[Infowarrior] - NSA Surveillance: A Leap of Faith, Off a Cliff
Richard Forno
rforno at infowarrior.org
Thu Jun 15 11:04:28 EDT 2006
(I love the first sentence....geez! -rf)
A Leap of Faith, Off a Cliff
http://www.nytimes.com/2006/06/15/opinion/15thurs1.html?_r=1&oref=slogin&pag
ewanted=print
On Monday, the Bush administration told a judge in Detroit that the
president's warrantless domestic spying is legal and constitutional, but
refused to say why. The judge should just take his word for it, the lawyer
said, because merely talking about it would endanger America. Today, Senator
Arlen Specter wants his Judiciary Committee to take an even more outlandish
leap of faith for an administration that has shown it does not deserve it.
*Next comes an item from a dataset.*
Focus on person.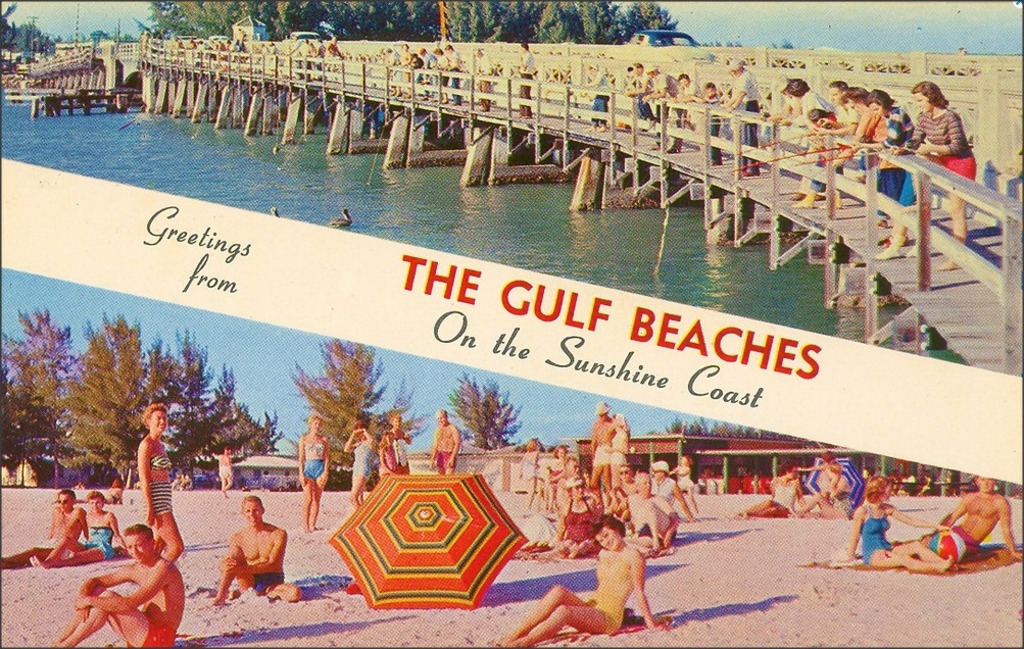
Focused at <region>260, 38, 280, 56</region>.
Mr. Specter wants the committee to approve a bill he drafted that tinkers
dangerously with the rules on wiretapping, even though the president has
said the law doesn't apply to him anyway, and even though Mr. Specter and
most of the panel are just as much in the dark as that judge in Detroit. The
bill could well diminish the power of the Foreign Intelligence Surveillance
Act, known as FISA, which was passed in 1978 to prevent just the sort of
abuse that Mr. Bush's program represents.
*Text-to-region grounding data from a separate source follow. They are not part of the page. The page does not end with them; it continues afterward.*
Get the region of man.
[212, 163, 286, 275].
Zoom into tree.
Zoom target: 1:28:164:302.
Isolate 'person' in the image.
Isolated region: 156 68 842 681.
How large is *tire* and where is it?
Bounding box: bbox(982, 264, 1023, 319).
The committee is considering four bills. Only one even remotely makes sense
now: it would give legal standing to groups that want to challenge the
spying in court. The rest vary from highly premature (Senator Dianne
Feinstein's proposed changes to FISA) to the stamp of approval for Mr.
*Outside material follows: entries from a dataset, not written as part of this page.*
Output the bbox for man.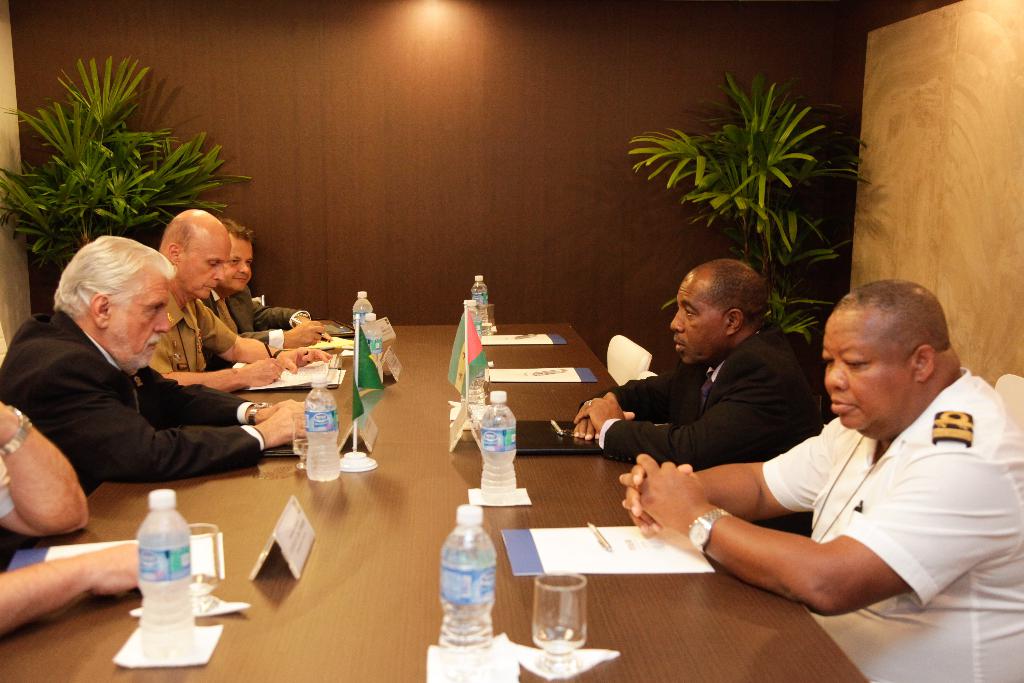
<bbox>7, 216, 262, 530</bbox>.
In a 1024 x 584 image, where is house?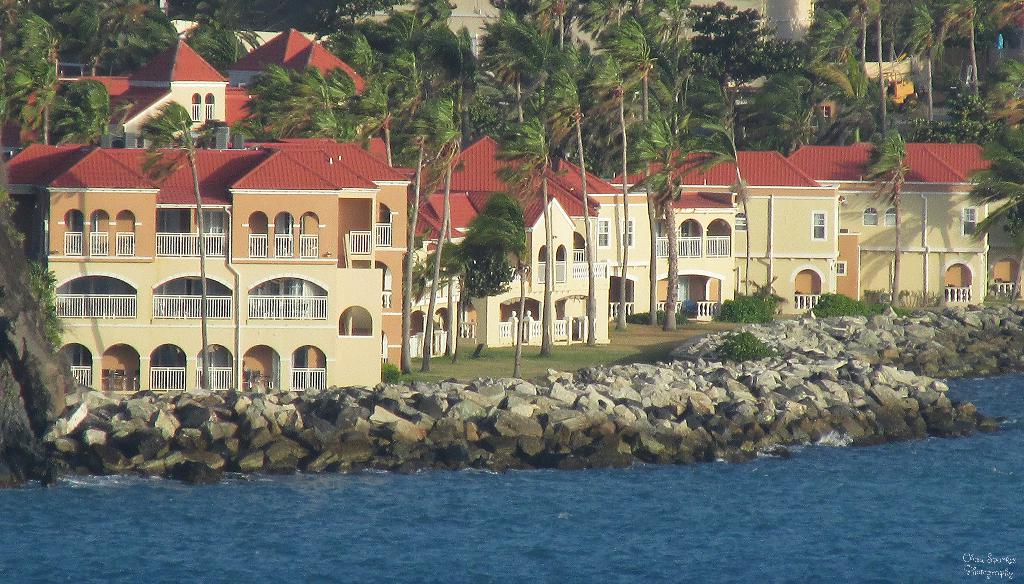
[728, 70, 770, 107].
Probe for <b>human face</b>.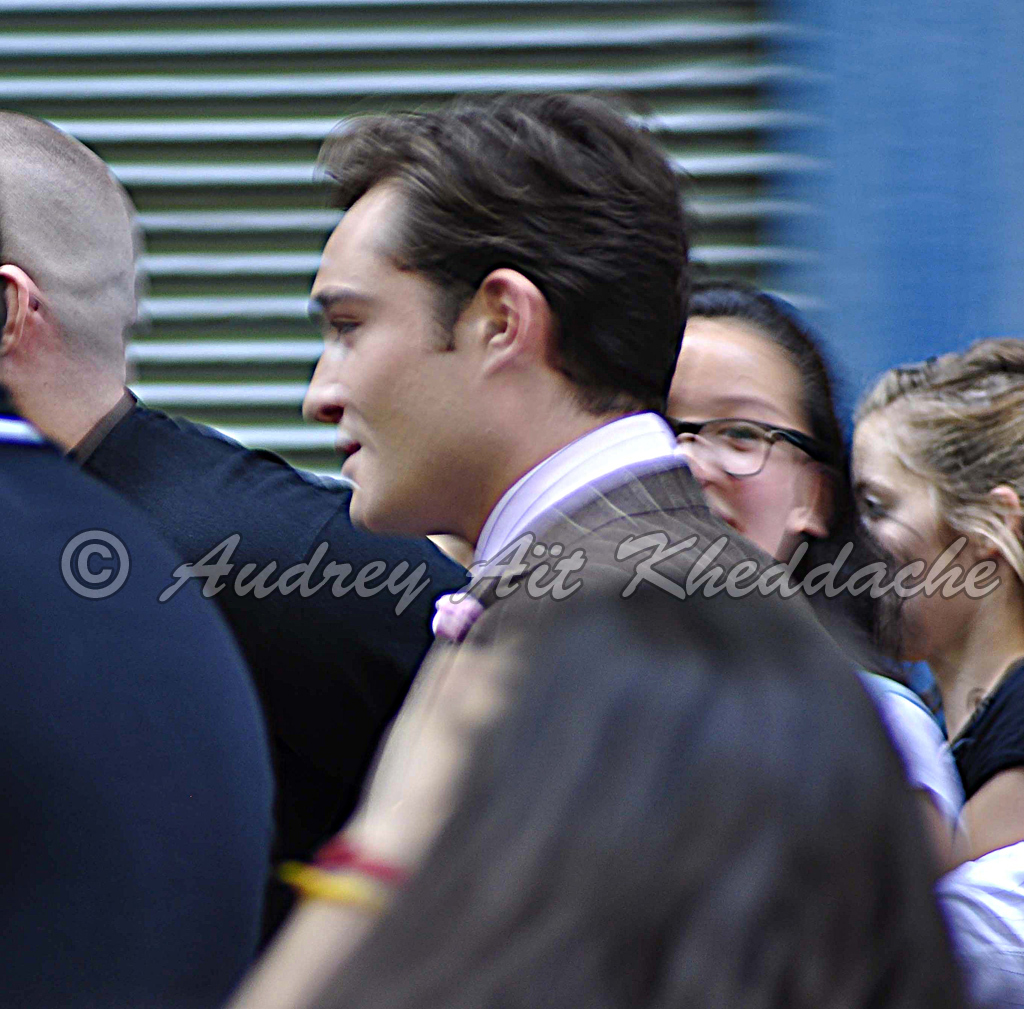
Probe result: bbox=[662, 317, 791, 556].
Bush's claims of unlimited power that Senator Mike DeWine drafted.
Mr. Specter's bill is not that bad, but it is fatally flawed and should not
go to the Senate floor. He is trying to change the system for judicial
approval of government wiretaps in a way that suggests Congress is facing a
technical problem with a legislative solution, when in fact it is a
constitutional showdown.
There is also a practical problem: a bill on the floor of this Senate
becomes the property of the Republican leadership, which will rewrite it to
the specifications of Vice President Dick Cheney, the man in charge of this
particular show of imperial power. Mr. Specter, of all people, should have
no doubt of that, having been forced to watch in embarrassment last week as
Mr. Cheney seized control of the committee's deliberations on the spying
issue.
Mr. Specter says his bill would impose judicial review on domestic spying by
giving the special court created by FISA power to rule on the
constitutionality of the one program that Mr. Bush has acknowledged. But the
review would be optional. Mr. Specter's bill would eliminate the vital
principle that FISA's rules are the only legal way to eavesdrop on
Americans' telephone calls and e-mail. It would give the president power to
conduct surveillance under FISA "or under the constitutional authority of
the executive." That merely reinforces Mr. Bush's claim that he is the sole
judge of what powers he has, and how he exercises them.
Mr. Specter's lawyers have arguments for many of these criticisms, and say
the bill is being improved. But the main problem with the bill, like most of
the others, is that it exists at all. This is not a time to offer the
administration a chance to steamroll Congress into endorsing its decision to
ignore the 1978 intelligence act and shred constitutional principles on
warrants and on the separation of powers. This is a time for Congress to
finally hold Mr. Bush accountable for his extralegal behavior and stop it.